Return the stretch from the line with "Find the location" through the line with "This screenshot has" in the data below, character for character, skipping all pictures.

- [TASK DATA]:
# # #

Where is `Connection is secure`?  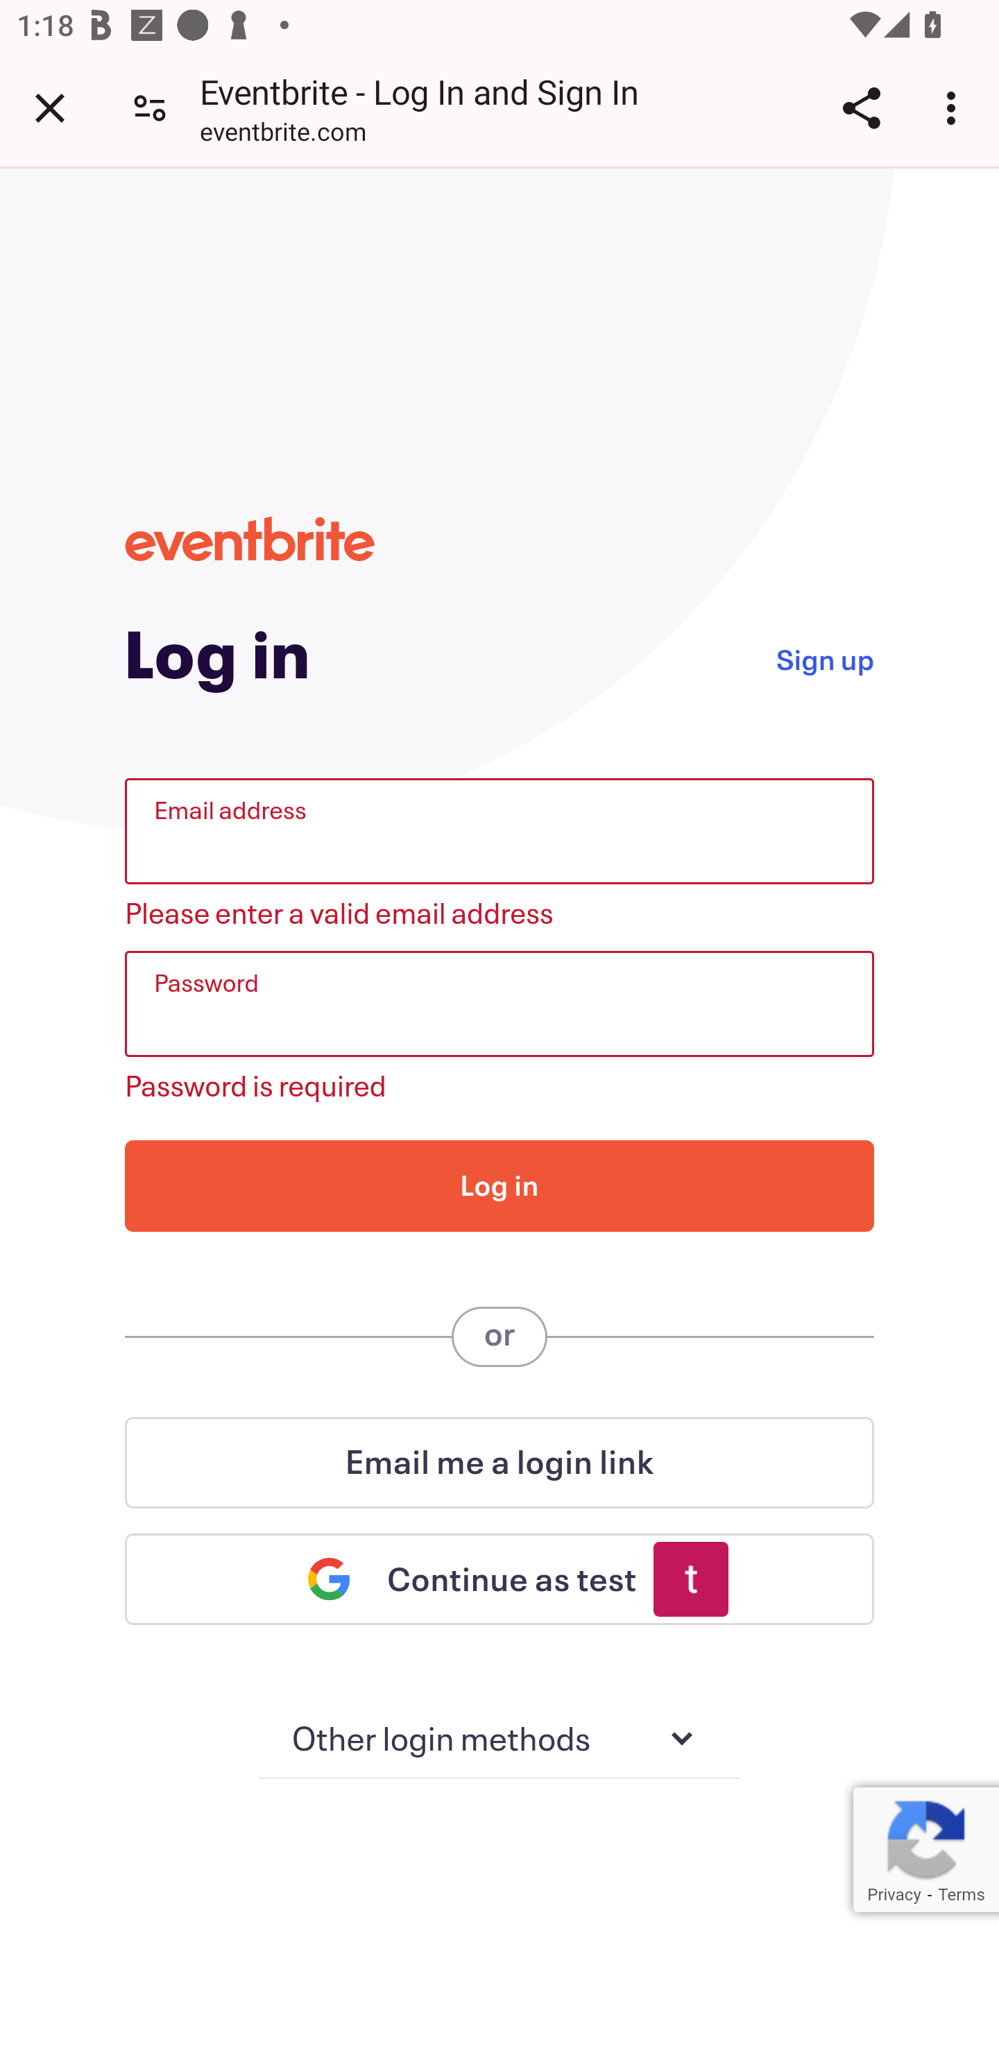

# # #

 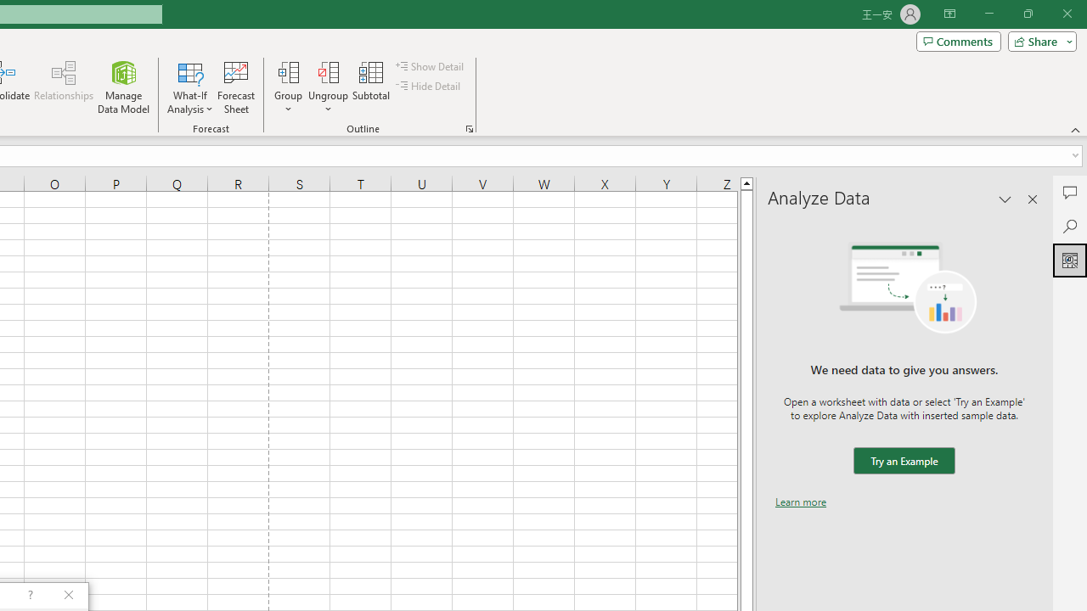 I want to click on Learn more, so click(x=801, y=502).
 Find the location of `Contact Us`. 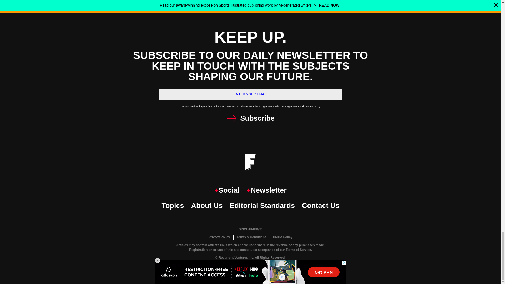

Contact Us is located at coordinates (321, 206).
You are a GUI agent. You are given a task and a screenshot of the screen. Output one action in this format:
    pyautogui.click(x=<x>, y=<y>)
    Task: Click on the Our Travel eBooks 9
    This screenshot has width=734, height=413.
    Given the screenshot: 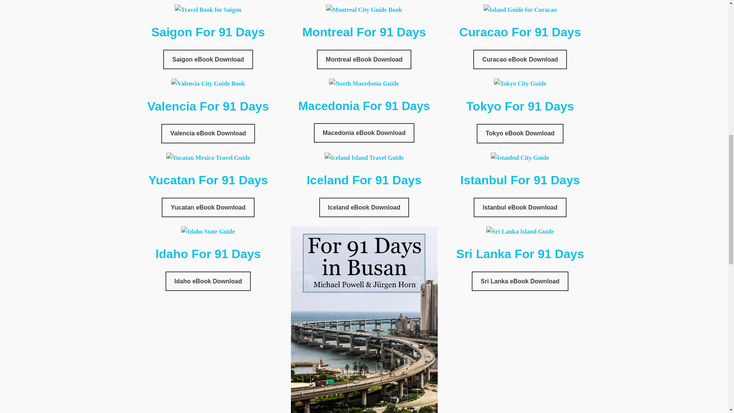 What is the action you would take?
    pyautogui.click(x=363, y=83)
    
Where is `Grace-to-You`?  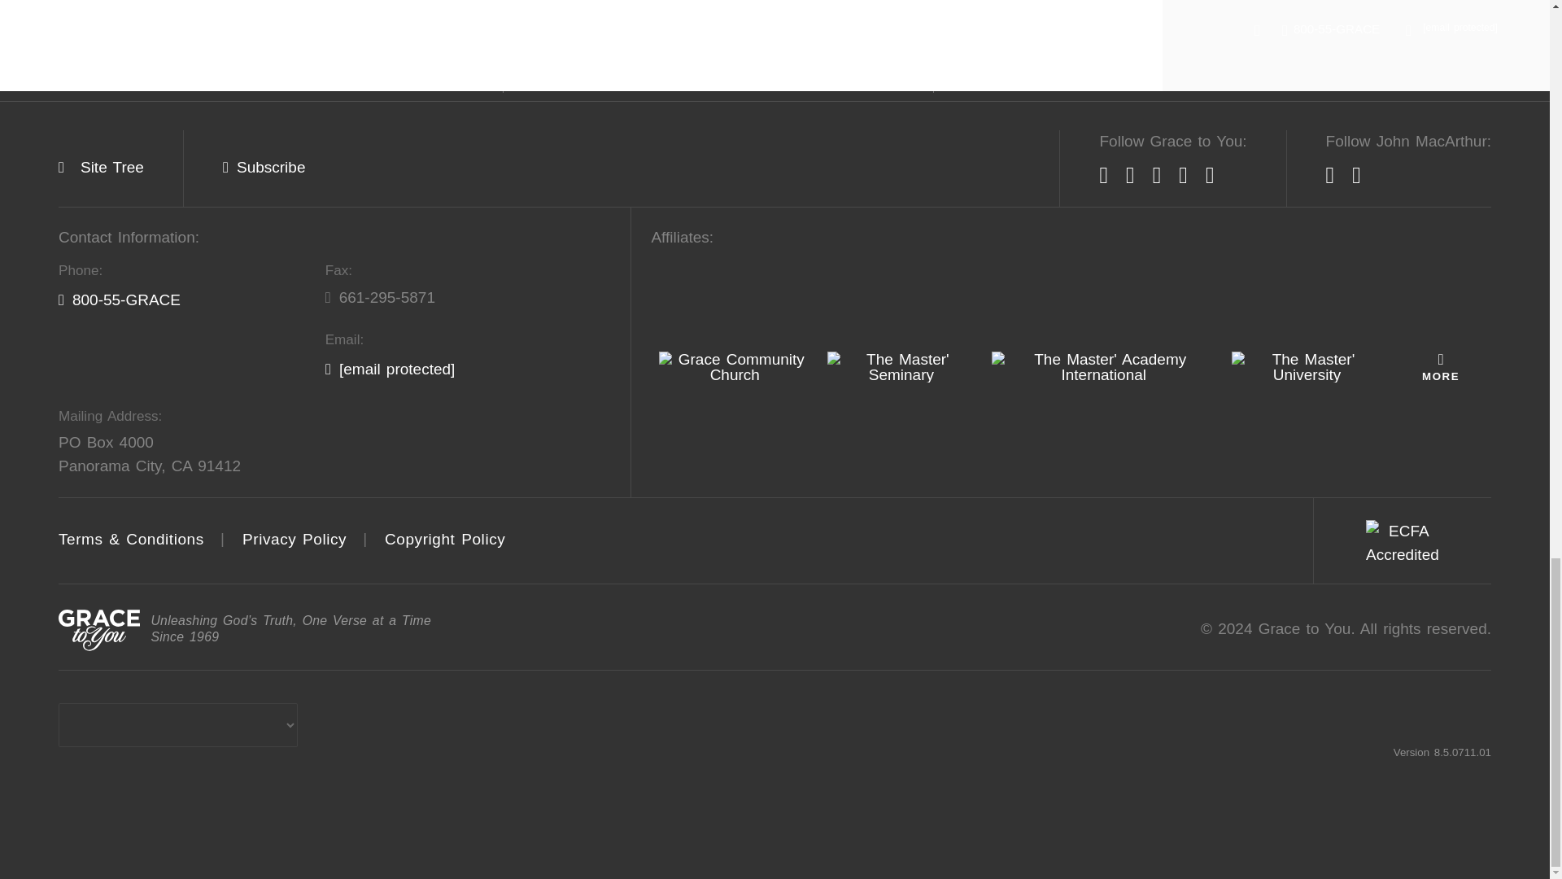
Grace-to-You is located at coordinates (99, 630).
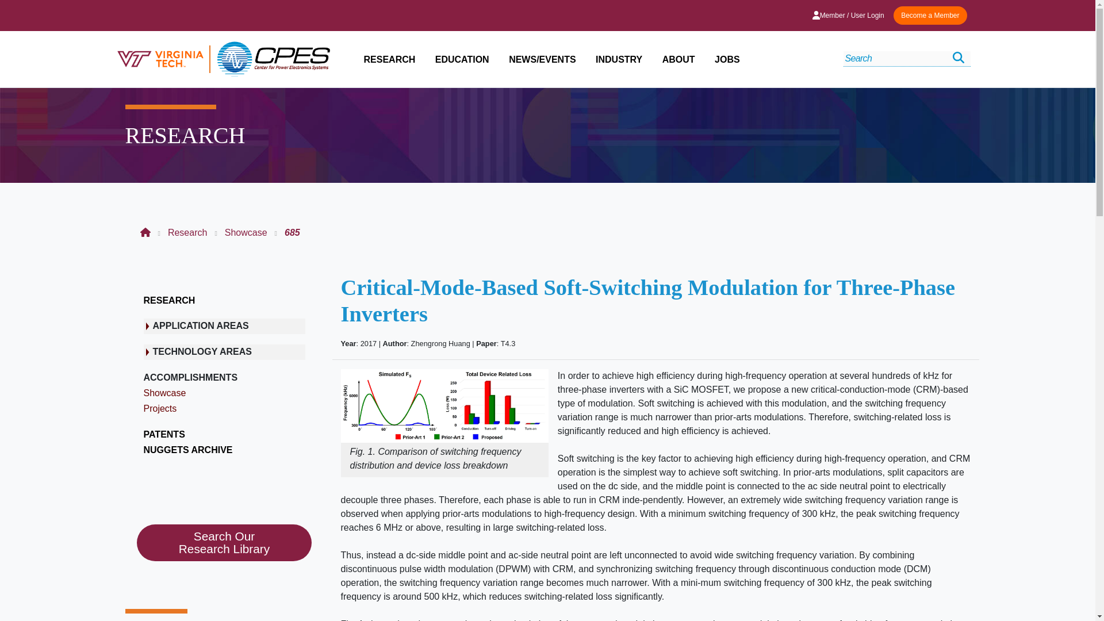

# # #

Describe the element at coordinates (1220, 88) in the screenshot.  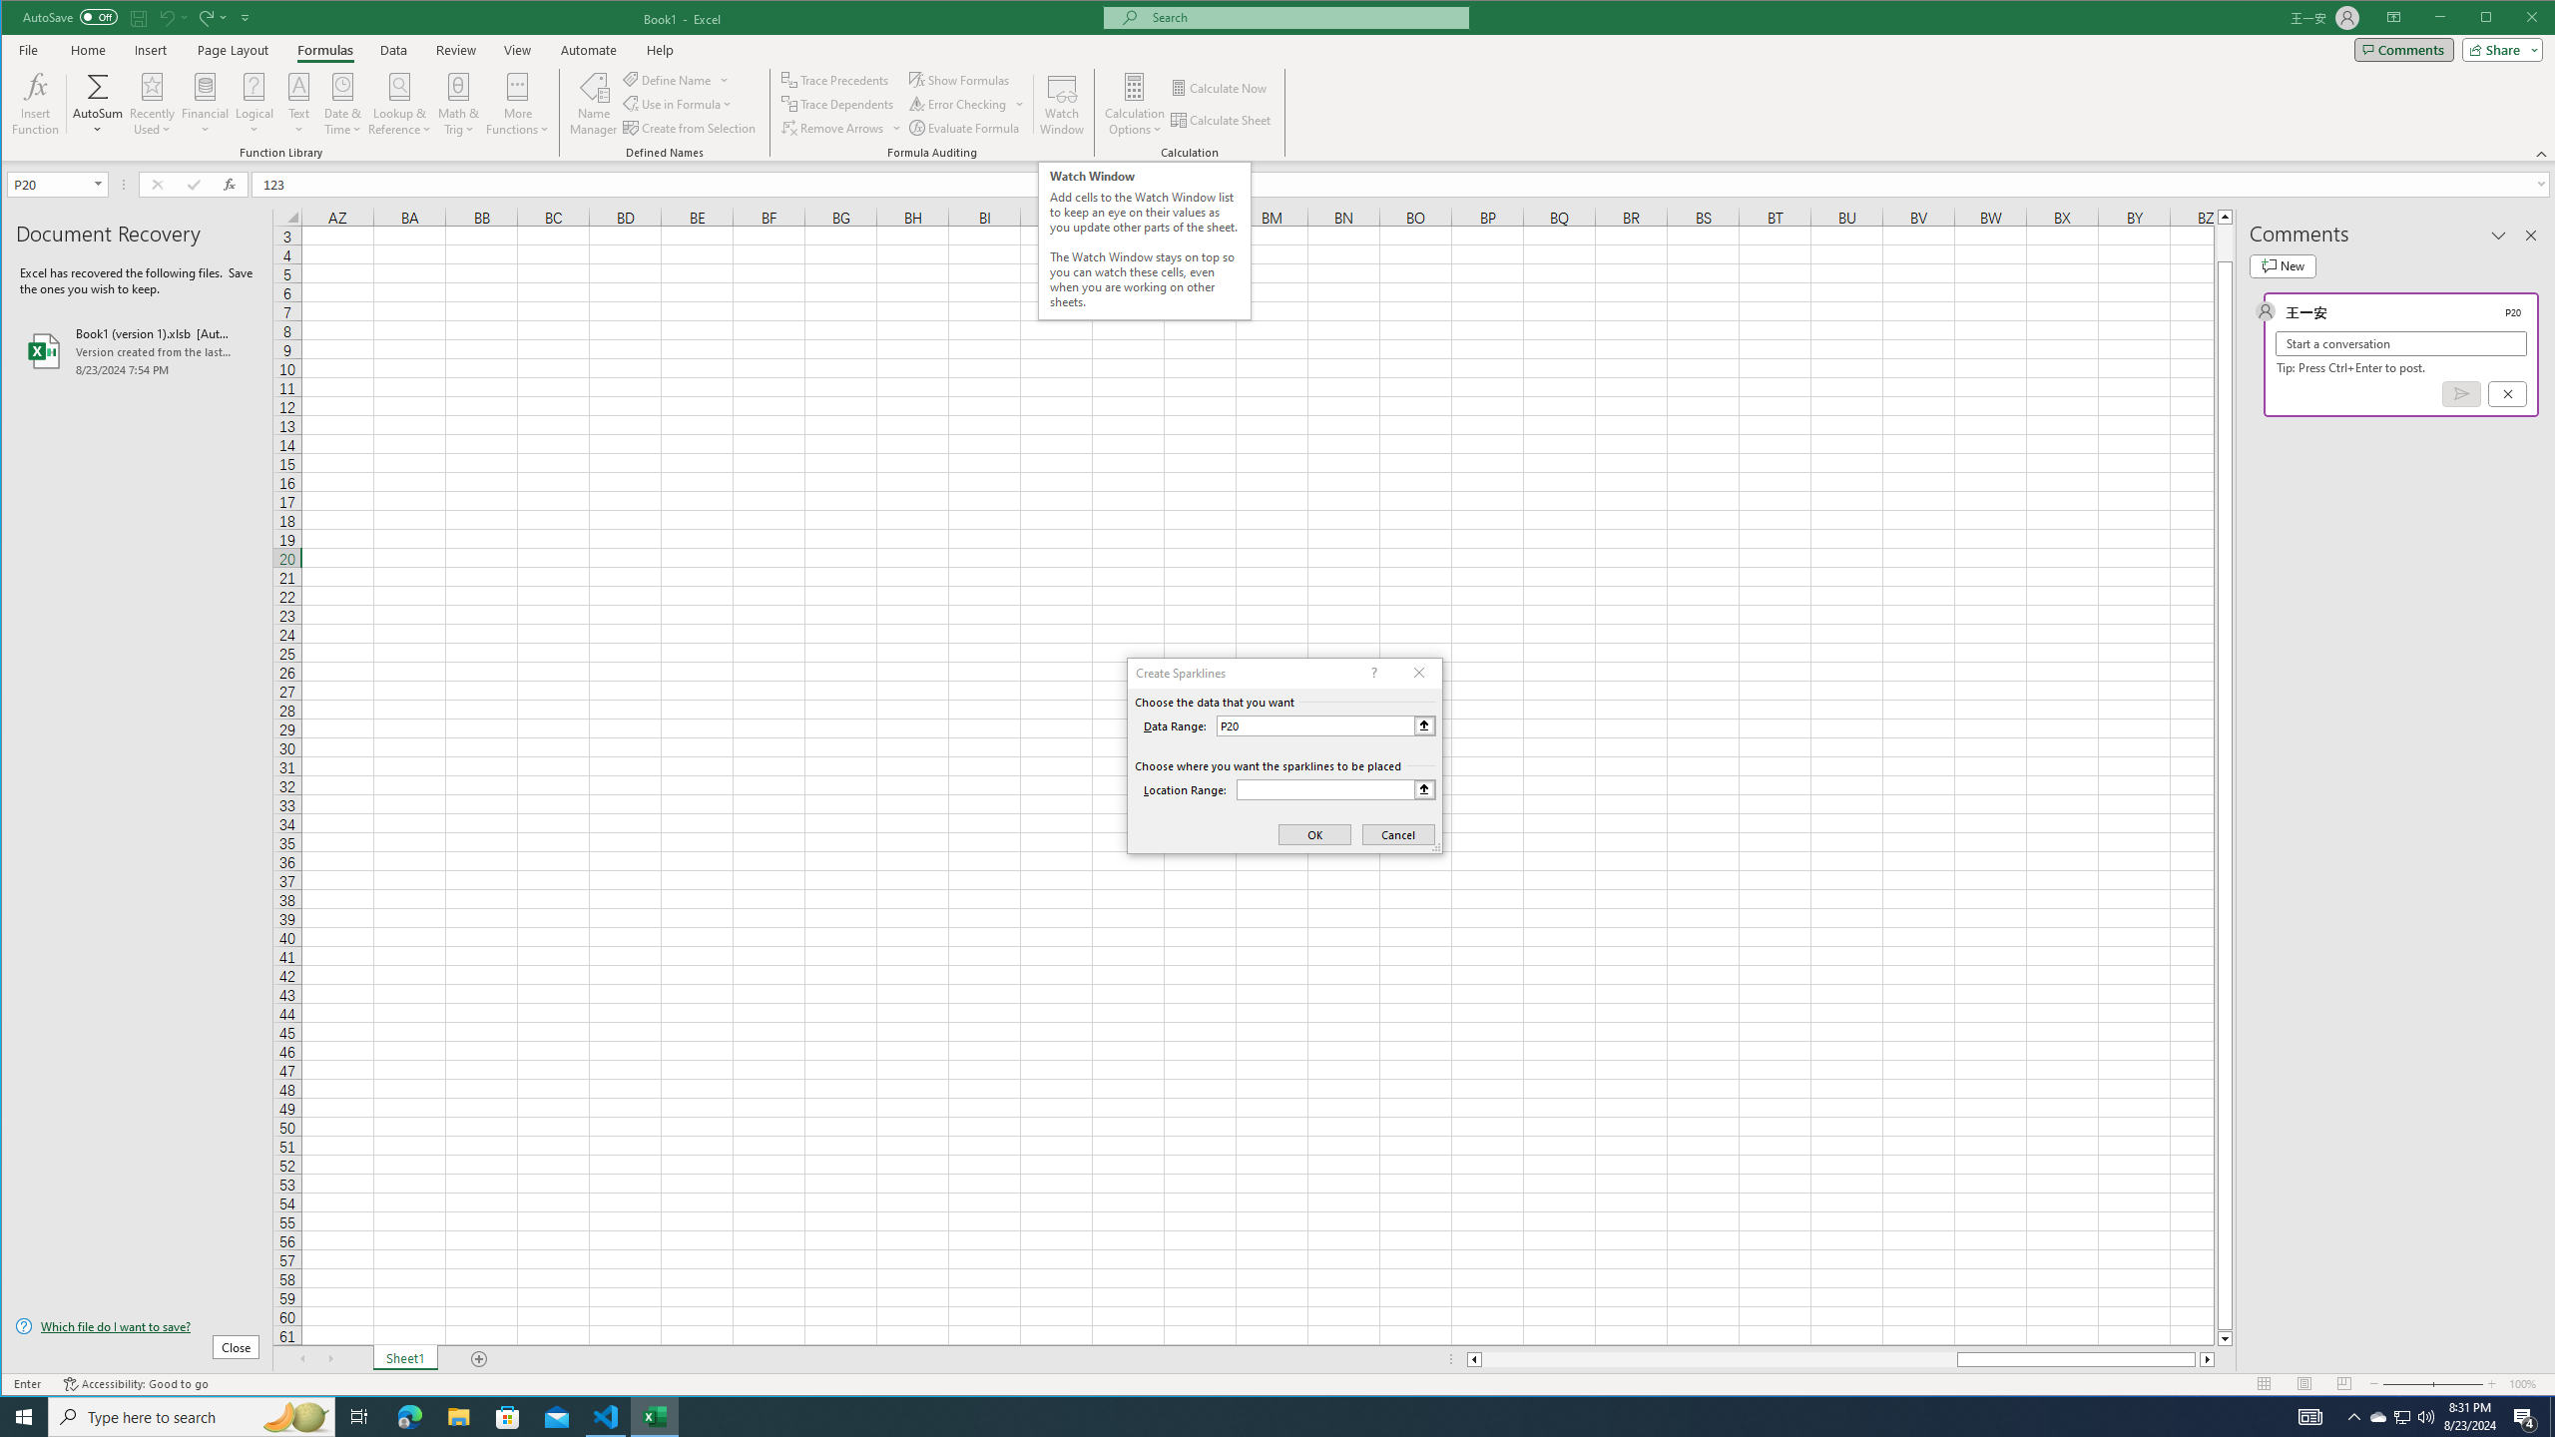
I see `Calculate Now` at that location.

# # #

- [TASK RESPONSE]:
 Find the location of `Contact Us`. 

Contact Us is located at coordinates (321, 206).
You are a GUI agent. You are given a task and a screenshot of the screen. Output one action in this format:
    pyautogui.click(x=<x>, y=<y>)
    Task: Click on the Our Travel eBooks 9
    This screenshot has width=734, height=413.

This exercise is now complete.